William Wheeler III‘s collection of Revolutionary & Presidential Americana, coming to auction June 21, features letters, documents and manuscripts that reveal the stories behind some of the most influential events in American history.
A letter from then-Secretary of State Thomas Jefferson reveals the young United States’ apprehension in foreign affairs. The letter is in response to Maryland Governor Thomas Sim Lee’s question regarding an incident between French and British ships in American waters that came to be known as the Citizen Genêt Affair.
In April 1793, President George Washington issued a Declaration of Neutrality in response to the outbreak of war between Britain and France. Jefferson believed in a neutral stance, joined in this opinion by Attorney General Edmund Randolph, though opposed by other members of the cabinet with respect to the enforcement of the neutrality, especially Secretary of Treasury Alexander Hamilton and Secretary of War Henry Knox.
French ambassador Edmond-Charles Genêt had plans of his own. Soon after his arrival at Charleston, South Carolina, on April 8, 1793, the newly-appointed French Minister to the U.S. began commissioning privateers to seek out and capture the ships of Britain and Spain, both enemies of France, in U.S. ports and waters. One of the four privateers commissioned was the schooner Sans Culotte, which translates to “without pants” and refers to a popular revolutionary movement in Paris. On April 29, the Sans Culotte captured the British schooner Eunice off the coast of Virginia, threatening U.S. neutrality.
Jefferson and Randolph held that the 1778 Treaty of Amity and Commerce with France obligated the U.S. to allow French privateers to capture their enemies and enter U.S. ports with their prizes without interference. Hamilton and Knox argued that the U.S. ought to declare the Treaty void, and that not returning a captured ship in U.S. waters to its owner would make the U.S. an instrument of the aggressor in violation of the terms of the neutrality.
Here is what Jefferson said: “Measures had been already taken for prosecuting such American citizens as had joined in the capture therein mentioned, a letter to that effect having been written to the Attorney of the US. in the state of Maryland. With respect to the prize, the government did not think itself authorised to do any thing. Your Excellency will have been informed by a letter from the Secretary at war, addressed to you as the head of the militia of your state, of the measures proposed for preventing the fitting out [of] privateers in our ports in future, as well as for the preservation of peace within our limits. . . .”
Disputes about the enforcement of neutrality recurred between the Administration’s two camps as new incidents arose involving Genêt’s privateers, culminating in the adoption by both camps of eight rules, approved by the president, clarifying U.S. policy on neutrality.
In these rules, sent in the form of a circular to the state governors by Knox on August 7, 1793, privateers were forbidden to bring captured ships into U.S. ports, demonstrating a shift in Jefferson’s opinion from that expressed in the present letter.
Genêt, after repeatedly disregarding the instructions of the Administration regarding the dangerous behavior of his privateers, was recalled to France at the request of the U.S., but was permitted to remain in the U.S. in order to avoid persecution by the new Jacobin government.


Exercise aim: Would you write out the lines below exactly, from the one containing "At what (x,y)" to the very last, but without the pictures?

Exercise input:
....

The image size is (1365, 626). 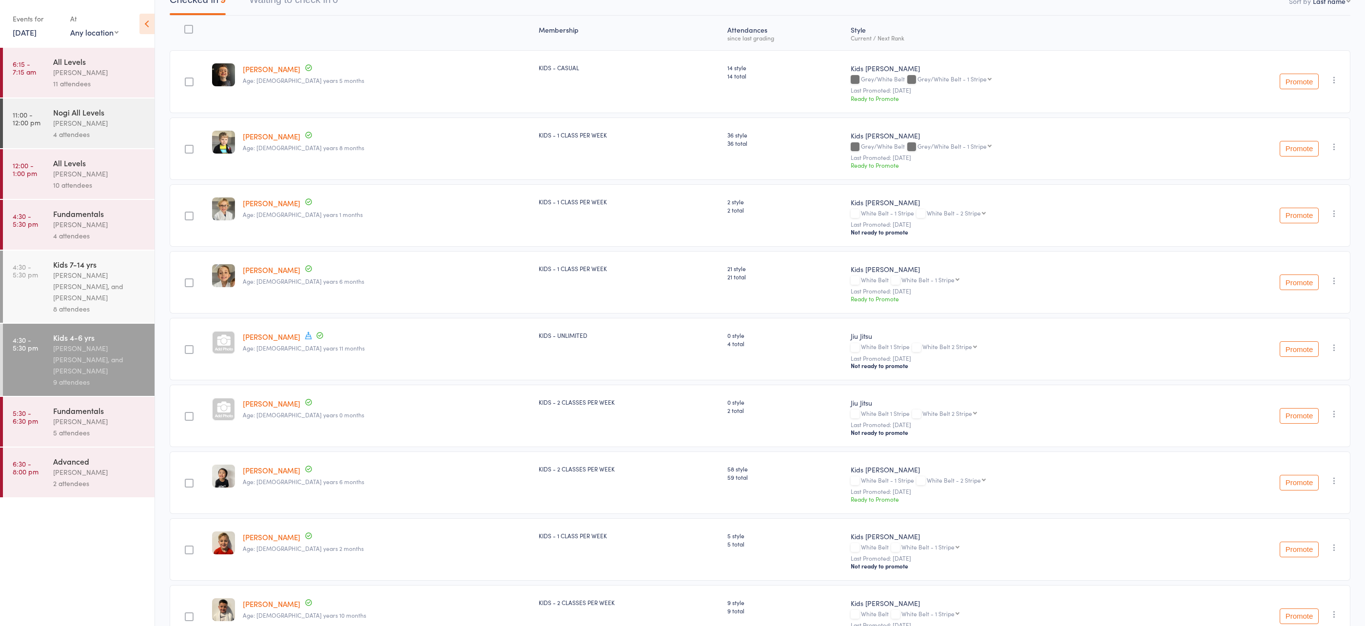 I want to click on time: 6:30 - 8:00 pm, so click(x=25, y=468).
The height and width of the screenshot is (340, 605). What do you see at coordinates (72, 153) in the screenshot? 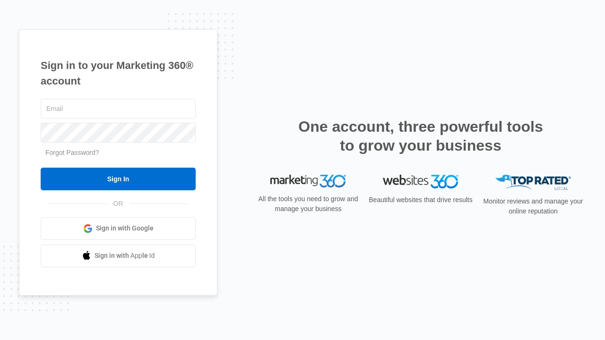
I see `a: Forgot Password?` at bounding box center [72, 153].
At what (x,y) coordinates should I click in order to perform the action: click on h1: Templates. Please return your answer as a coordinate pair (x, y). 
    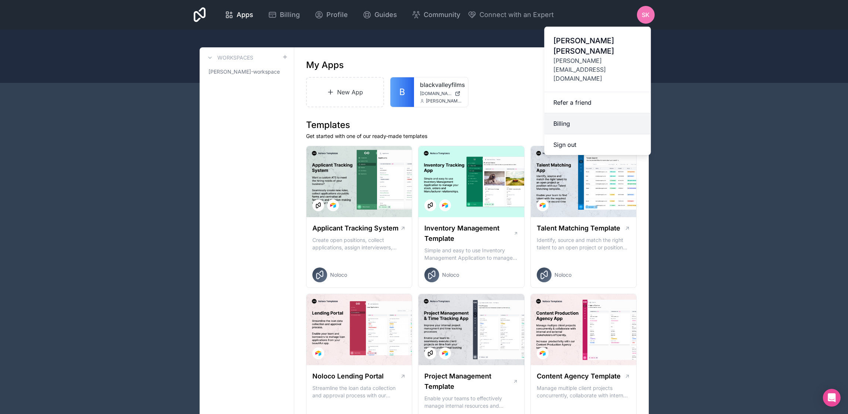
    Looking at the image, I should click on (472, 125).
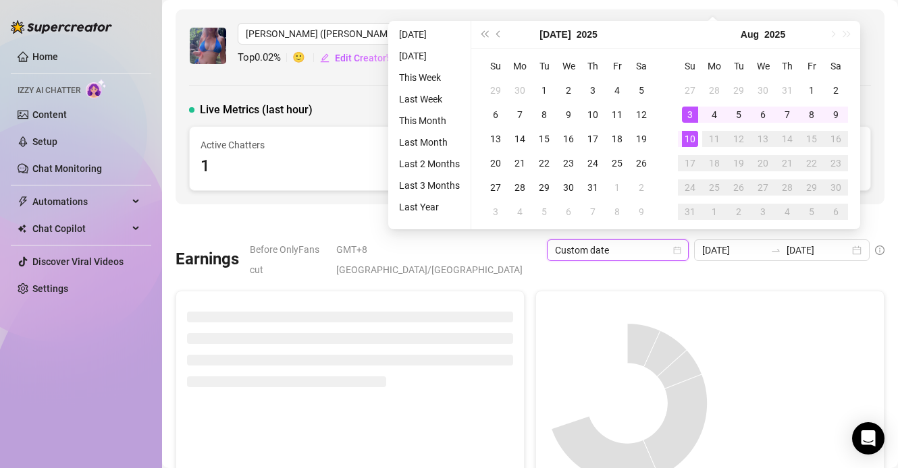 Image resolution: width=898 pixels, height=468 pixels. What do you see at coordinates (787, 212) in the screenshot?
I see `div: 4` at bounding box center [787, 212].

....

Exercise response:
At what (x,y) coordinates should I click in order to perform the action: click on h1: Templates. Please return your answer as a coordinate pair (x, y). 
    Looking at the image, I should click on (472, 125).
 Image resolution: width=898 pixels, height=468 pixels. What do you see at coordinates (787, 212) in the screenshot?
I see `div: 4` at bounding box center [787, 212].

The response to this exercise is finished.